To paraphrase Boris, these are not the same woods that we are ‘not out of’ just yet. They are woods that we are only just entering or approaching.

It is not entirely unreasonable to assume that a much greater proportion of the younger age cohorts will have been receiving their information ‘off-grid’ through social media rather than conventional channels. Where fake news, confusion and conflicting information abounds, many fake or extreme views abound too.

It remains to be seen whether or not these groups will be rolling up their sleeves quite as readily as the groups queuing to be vaccinated thus far.

Add to that the fact that the younger age cohorts will, on average, likely, be much more active socially. They will be less well placed to maintain social distancing. You have all the ingredients for an (im)perfect storm.

Then again, the risk presented by the unprotected minority gets progressively smaller as the protected majority grows. When the high emotion of the current pandemic starts to calm (hopefully), one starts to appreciate that there are many people who, for a variety of reasons, choose to do things – or not do things – that impact on others as well as themselves.

Judgemental

Not everyone is immunised against childhood diseases. Some people are obese and choose not to address that; others choose to smoke and are not denied care for conditions caused by that fact.

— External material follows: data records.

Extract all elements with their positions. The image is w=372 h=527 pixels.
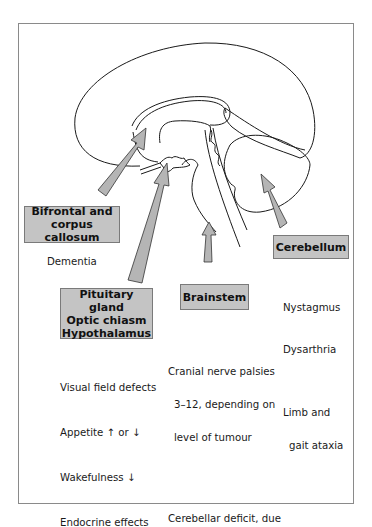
effect-wakefulness: Wakefulness ↓ (60, 470, 160, 485)
cerebellum-label: Cerebellum (276, 241, 347, 254)
effect-endocrine: Endocrine effects (60, 515, 160, 527)
effect-dysarthria: Dysarthria (283, 343, 343, 357)
corpus-callosum (132, 97, 230, 126)
cerebellum-label-box: Cerebellum (273, 235, 349, 259)
effect-nystagmus: Nystagmus (283, 301, 343, 315)
brainstem-label-box: Brainstem (180, 284, 249, 310)
optic-nerve-2 (141, 167, 161, 174)
thalamus (160, 121, 211, 143)
pituitary-label-line2: Optic chiasm (66, 314, 146, 327)
brainstem-anterior (182, 159, 216, 232)
bifrontal-label-box: Bifrontal and corpus callosum (24, 206, 120, 243)
pituitary-label-line1: Pituitary gland (61, 288, 152, 314)
cerebrum-outline (75, 43, 315, 166)
brainstem-effects: Cranial nerve palsies 3–12, depending on… (168, 322, 289, 527)
effect-appetite: Appetite ↑ or ↓ (60, 425, 160, 440)
cerebellum-effects: Nystagmus Dysarthria Limb and gait ataxi… (283, 273, 343, 487)
optic-nerve (140, 163, 160, 170)
arrow-cerebellum (261, 174, 287, 228)
effect-visual-field: Visual field defects (60, 380, 160, 395)
bifrontal-label-line1: Bifrontal and (31, 205, 112, 218)
bifrontal-effect-dementia: Dementia (47, 256, 97, 267)
arrow-pituitary (128, 163, 169, 283)
effect-cranial-palsies: Cranial nerve palsies 3–12, depending on… (168, 344, 289, 465)
brainstem-mid (213, 128, 247, 230)
fourth-ventricle (211, 130, 220, 166)
tentorium (225, 108, 305, 150)
pituitary-effects: Visual field defects Appetite ↑ or ↓ Wak… (60, 350, 160, 527)
effect-ataxia: Limb and gait ataxia (283, 385, 343, 473)
effect-cerebellar-deficit: Cerebellar deficit, due to impaired infl… (168, 491, 289, 527)
arrow-brainstem (202, 222, 216, 262)
pituitary-label-line3: Hypothalamus (62, 327, 151, 340)
brainstem-label: Brainstem (183, 291, 247, 304)
cerebellum-outline (224, 135, 310, 212)
pituitary-label-box: Pituitary gland Optic chiasm Hypothalamu… (60, 288, 153, 339)
bifrontal-label-line2: corpus callosum (25, 218, 119, 244)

In truth, most of us are judgmental and yet quite picky about the things we choose to be judgmental over.

I almost hesitate to use the T-word. Does an individual’s right to choose ‘trump’ any increased collateral risk created for others, or vice versa? And what if the risk to others is more perceived than real, but is still genuinely felt? Does an individual have the right to be fearful of something without proper justification, after having been misinformed or disinformed?

Even thinking about that last question makes me quite fearful myself. In today’s world I would not rule out the possibility that they do.

But having started with a (possibly misattributed) quote from Mark Twain, feng shui demands that I should end with another (genuine) one.

For him, the internet would have seemed like improbable science fiction. Although, he was notably prescient where fake news itself was concerned. He said that: ‘A lie can travel half way around the world while the truth is putting on its shoes.’